Rabbut's seven rules of Discus keeping.
Note, these are not rules, just guidelines
1) Keep them warm, 28-32 degrees centigrade is where they want to be. This will melt many potential tankmates, so choose companions with care. While looking at tankmates, you realy do need to be careful about what you mix with them, agressive, fast, nocturnal or large fish are a no-no with Discus. Plan your stocking arround the Discus if you want to have them
2) Over-filter through large and reliable canisters, or off a sump. I run at 7X an hour in mine, through two Tetratec EX1200's in a 335l tank. Many keepers say they do not like flow, but mine often cruse in the outlet at feeding time, realising that thats where I drop the food. They seem not to mind a current IME. You will also note that I am running two canisters, each of which is capable of running the tank alone. This is a redundant system, such that if one fails the tank does not crash, and it is done because Discus are expencive and you get very attached to them. A filter failure in a tank running one filter would put them at sevear risk
3) Clean water. The water needs to be clean. For adult fish, you are looking at 50% weekly waterchanges. I aim for twice weekly 50%'s, though juviniles need dailys as tenohfive says
4) Good food. Feed lots, 4 times a day minimum, of food in a 50-50 split between frozen/fresh and dryed prepaired food. Make the diet of good quality stuff, and keep it varied. Beware overfeeding though, as this pulls waterquality down
Mine get Vipakraft Discusin, Tropical quintette frozen and veg from Human meals as and when
5) Research, research and research some more. Many people consider Discus "hard to keep". This is mainly due to ignorance, advanced, mebe, but hard, no, not if you know the fish and keep up with care
When someone tells you they are hard to keep, hear "I was too ignorant to research properly and I blame the fish due to errors in my care as a result of lack of research" or "I am just repeating the words of another fishkeeper that doesn't have a clue about them either" as applicable for the person telling you. When you think you know enough to start dabbeling with them, try helping people with Discus on the forum. State you don't yet keep them, but that you would do X in Y situation. If the Discus keepers agree with you consistantly, great, you are ready. If you find yourself being corrected, thats OK, it just shows that you have avoided loosing one of your own fish to a potential mistake that you posted
No Discus keeper will follow your advice untill they have heared from a Discus keeper also, unless they are getting realy desporate, so you are unlikely to do any damage with any errors while checking your learning this way
6) Keep groups. They need a minimum group of 5, preferably more, be beware overstocking unless you love doing waterchanges though
7) Always keep them in a mature (6 month old +) tank. Since a new tank will force you to wait for them, focus on point 5 while you let the tank mature.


» **WHAT YOU NEED TO DO**:
Leaving out the pictures, return each line of the entries from the first through the line with "The width and height of the screenshot is (1224, 602).", and only those lines.

--- TASK DATA ---

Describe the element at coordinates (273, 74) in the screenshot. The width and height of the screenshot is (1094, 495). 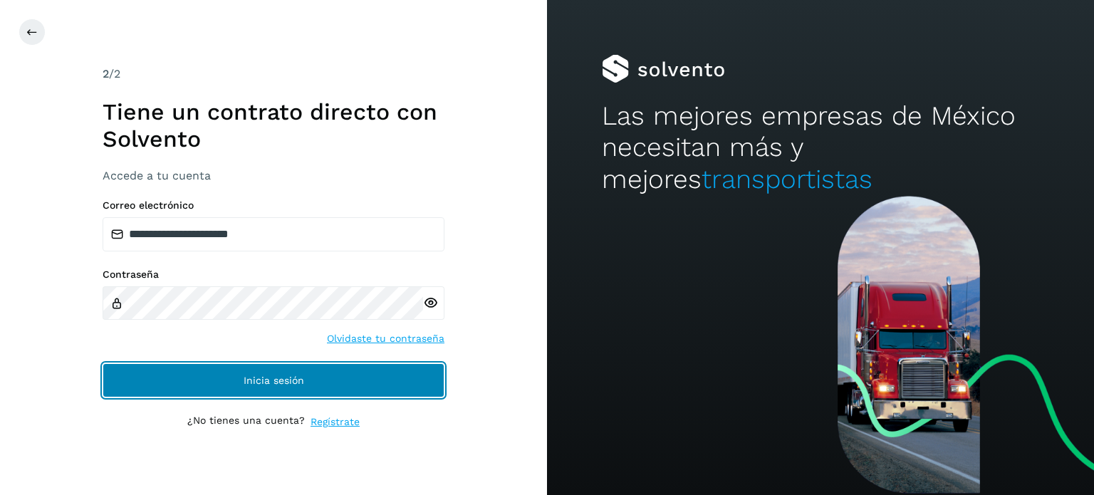
I see `div: /2` at that location.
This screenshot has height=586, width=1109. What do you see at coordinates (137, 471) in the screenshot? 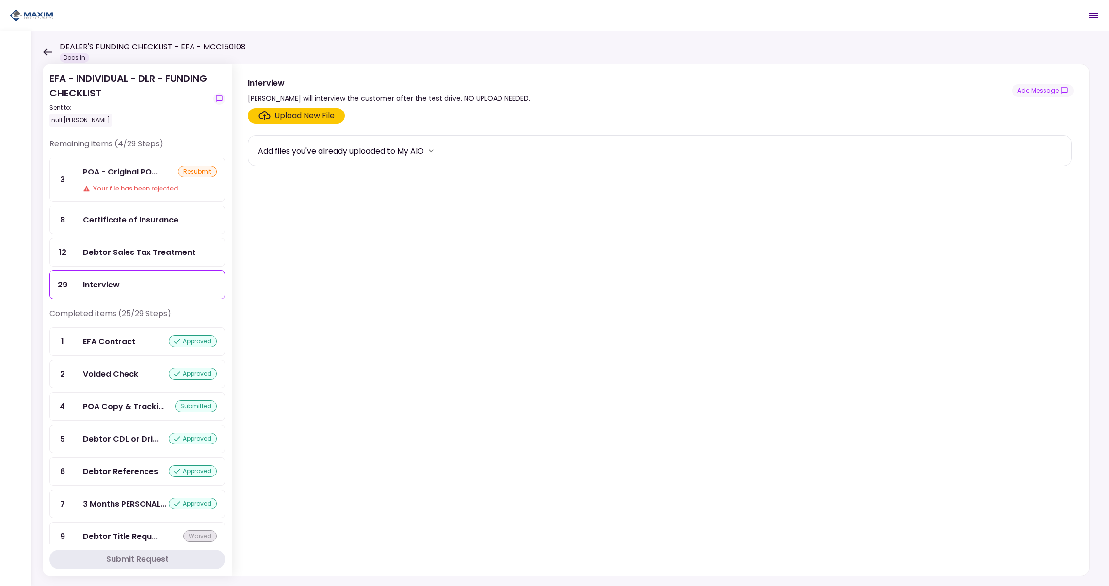
I see `a: 6Debtor Referencesapproved` at bounding box center [137, 471].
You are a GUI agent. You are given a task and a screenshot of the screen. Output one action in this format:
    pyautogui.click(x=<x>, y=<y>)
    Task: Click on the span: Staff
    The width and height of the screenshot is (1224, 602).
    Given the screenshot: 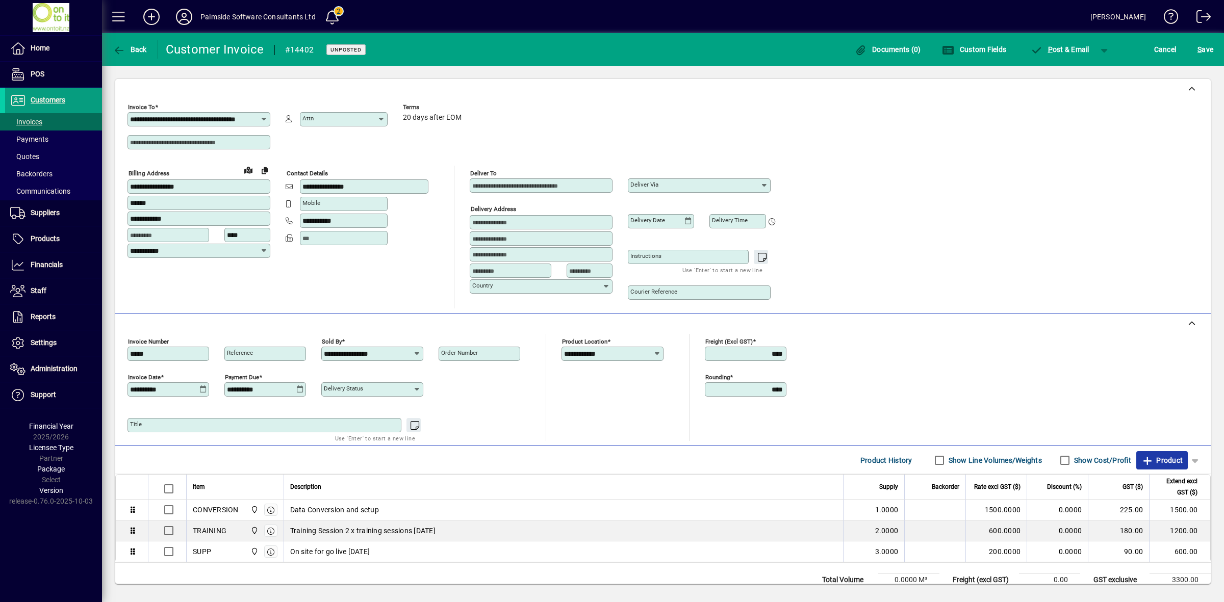 What is the action you would take?
    pyautogui.click(x=38, y=291)
    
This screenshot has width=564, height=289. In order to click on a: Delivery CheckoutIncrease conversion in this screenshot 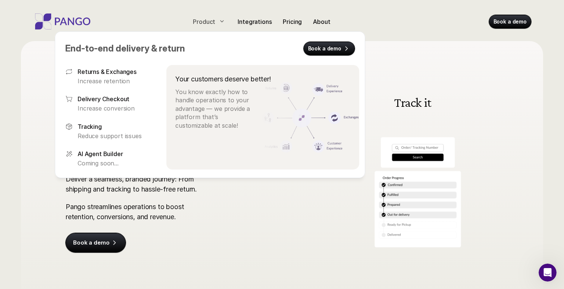, I will do `click(109, 103)`.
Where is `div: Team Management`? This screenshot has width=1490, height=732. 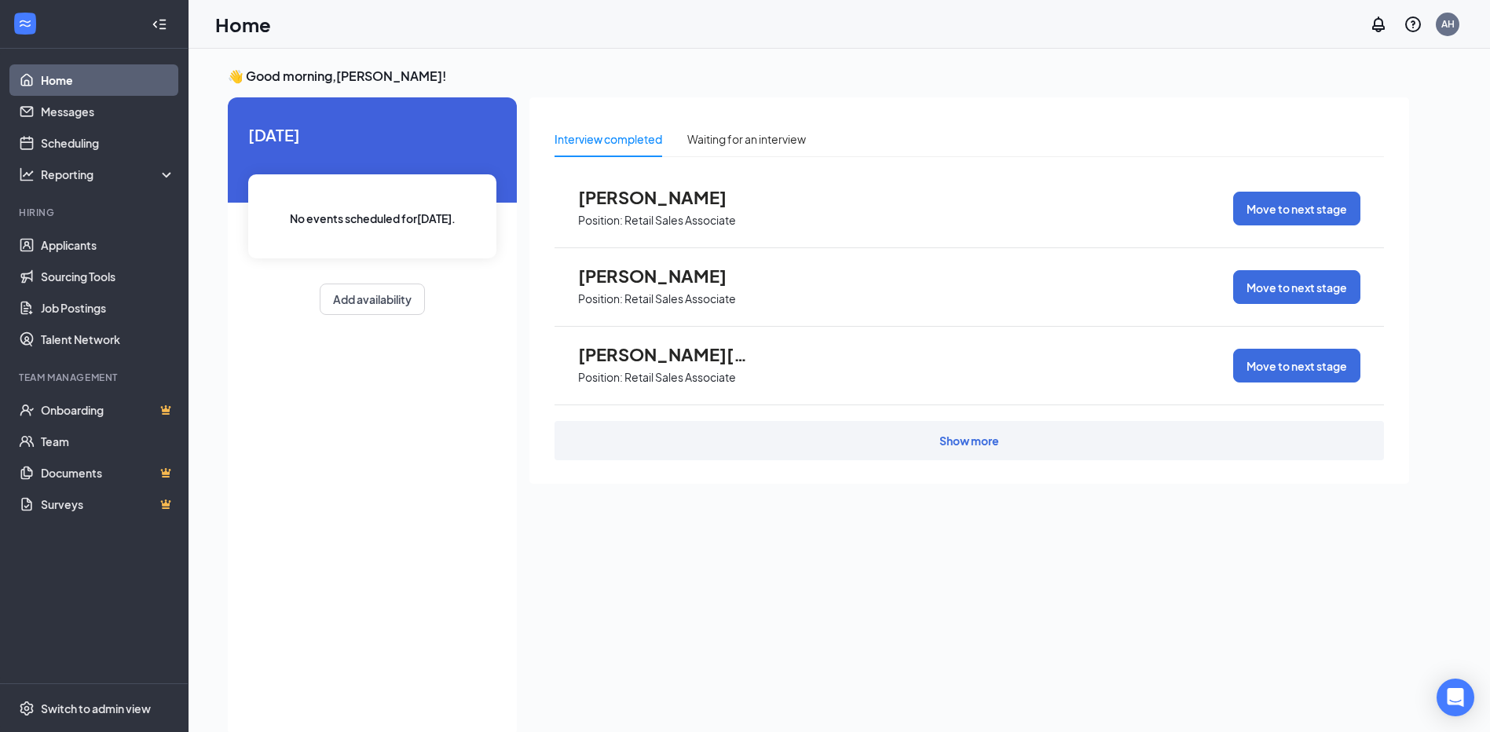
div: Team Management is located at coordinates (95, 377).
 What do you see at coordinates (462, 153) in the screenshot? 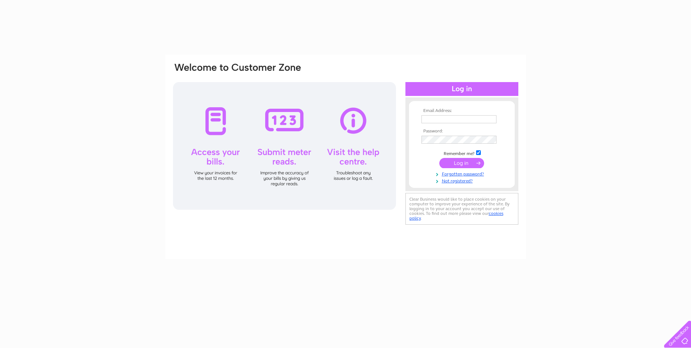
I see `td: Remember me?` at bounding box center [462, 153].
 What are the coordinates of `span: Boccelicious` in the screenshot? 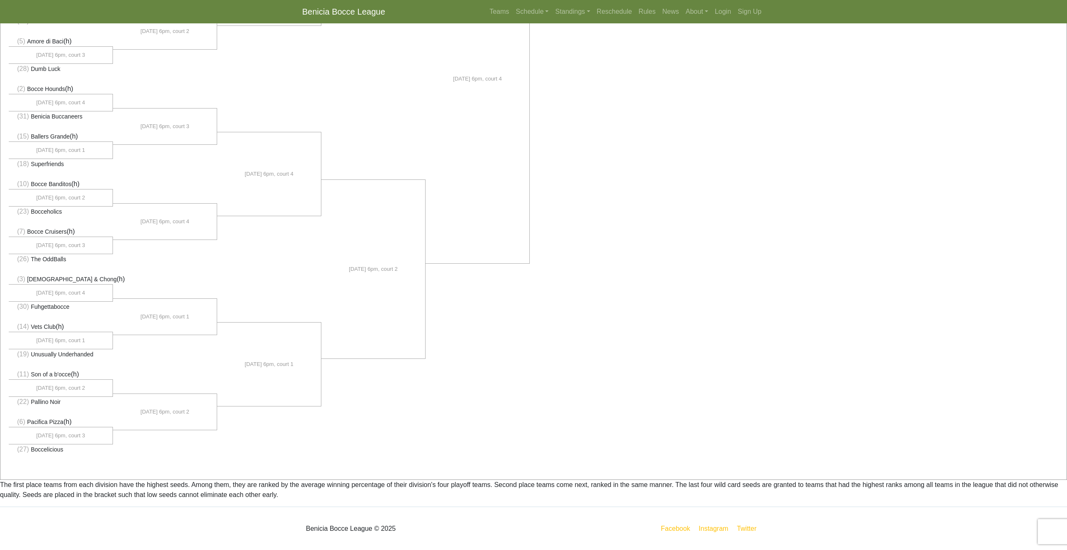 It's located at (47, 449).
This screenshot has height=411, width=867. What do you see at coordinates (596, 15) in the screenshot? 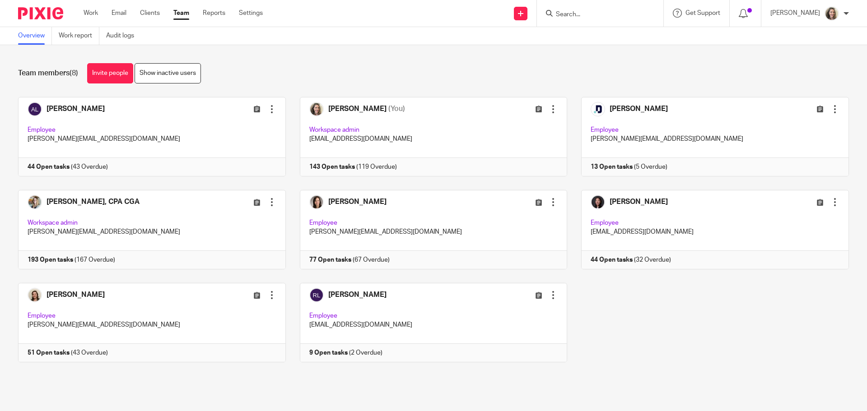
I see `input: Search` at bounding box center [596, 15].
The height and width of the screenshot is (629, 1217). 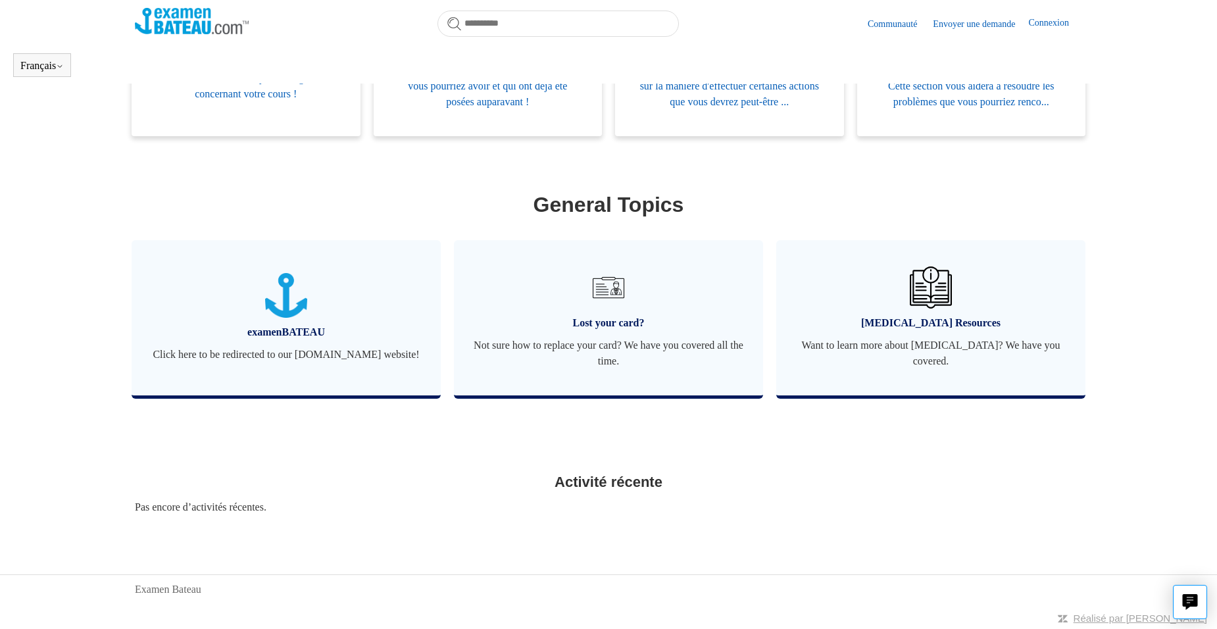 I want to click on div: Live chat, so click(x=1190, y=602).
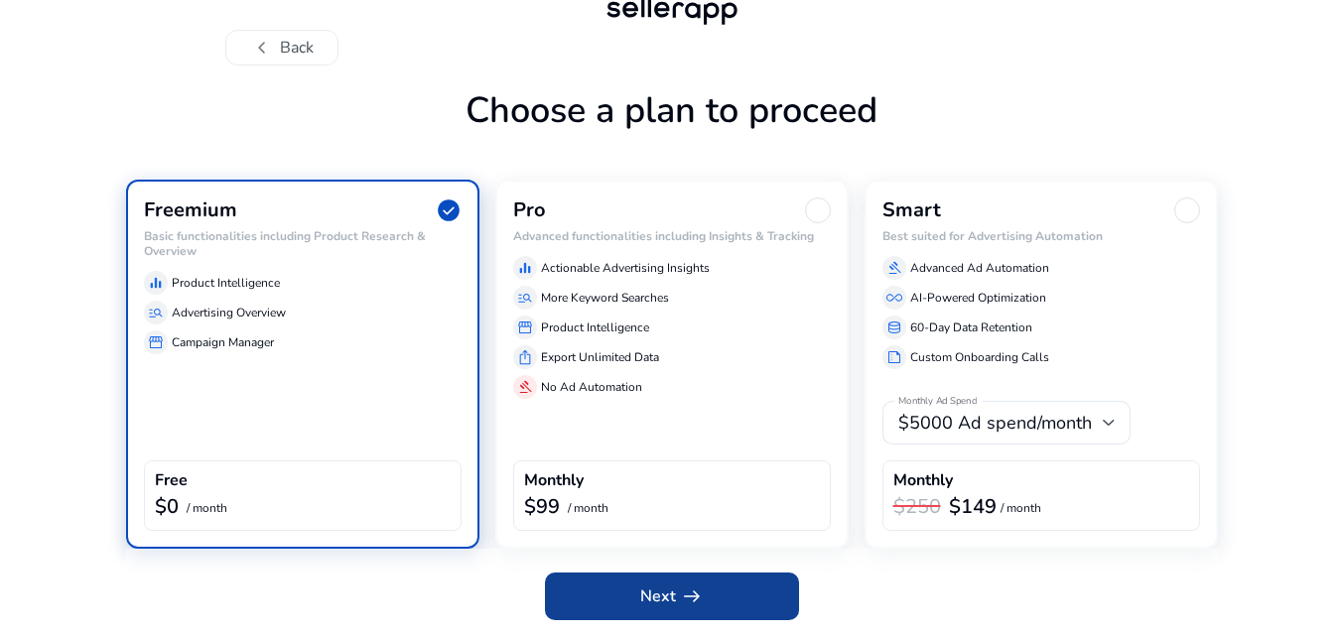 The image size is (1343, 636). Describe the element at coordinates (1041, 236) in the screenshot. I see `h6: Best suited for Advertising Automation` at that location.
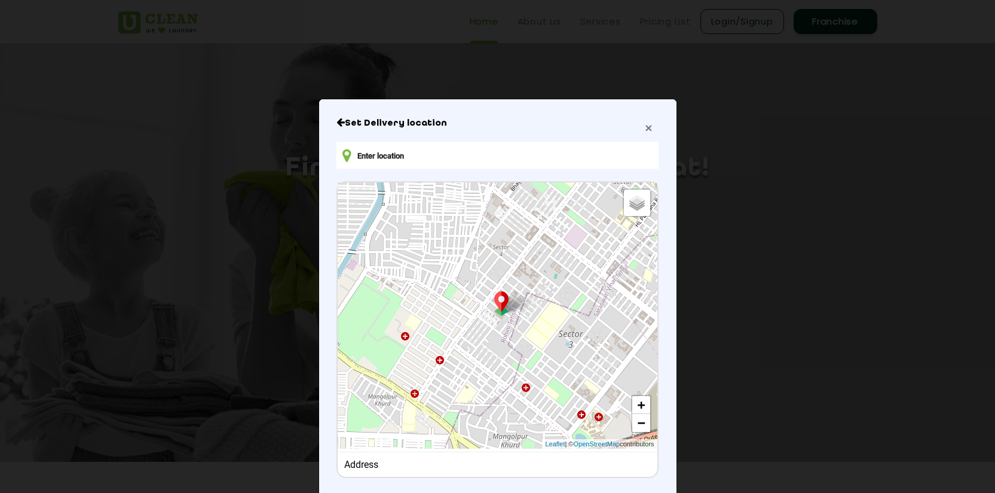 This screenshot has width=995, height=493. What do you see at coordinates (497, 123) in the screenshot?
I see `h6: Close` at bounding box center [497, 123].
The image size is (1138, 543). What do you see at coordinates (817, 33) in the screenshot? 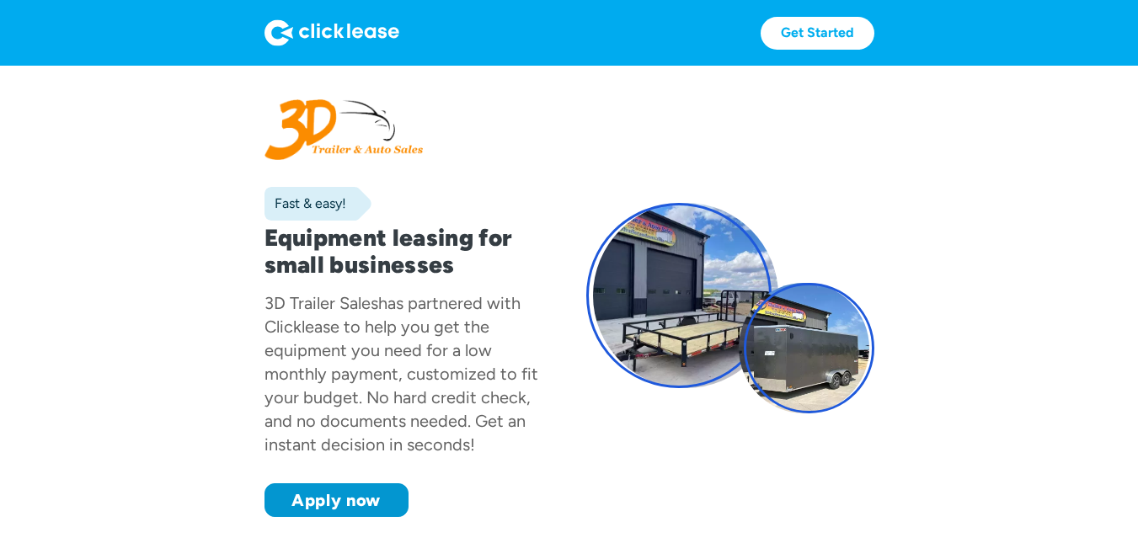
I see `a: Get Started` at bounding box center [817, 33].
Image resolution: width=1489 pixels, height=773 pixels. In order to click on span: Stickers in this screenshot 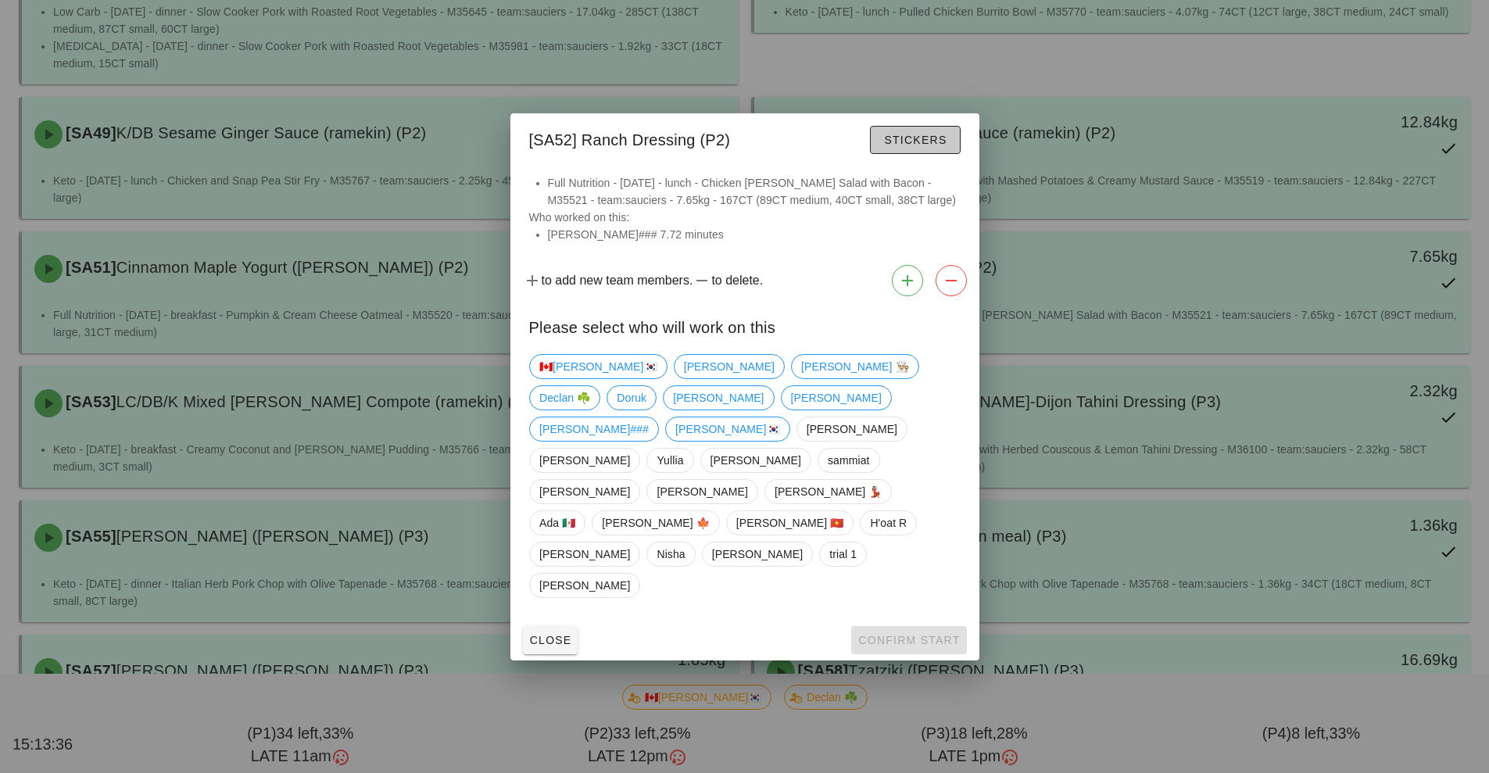, I will do `click(914, 140)`.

---

» **FINAL ANSWER**:
Describe the element at coordinates (273, 74) in the screenshot. The width and height of the screenshot is (1094, 495). 
I see `div: /2` at that location.
This screenshot has height=586, width=1109. What do you see at coordinates (137, 471) in the screenshot? 
I see `a: 6Debtor Referencesapproved` at bounding box center [137, 471].
You are a GUI agent. You are given a task and a screenshot of the screen. Output one action in this format:
    pyautogui.click(x=<x>, y=<y>)
    Task: Click on the span: Staff
    The width and height of the screenshot is (1224, 602).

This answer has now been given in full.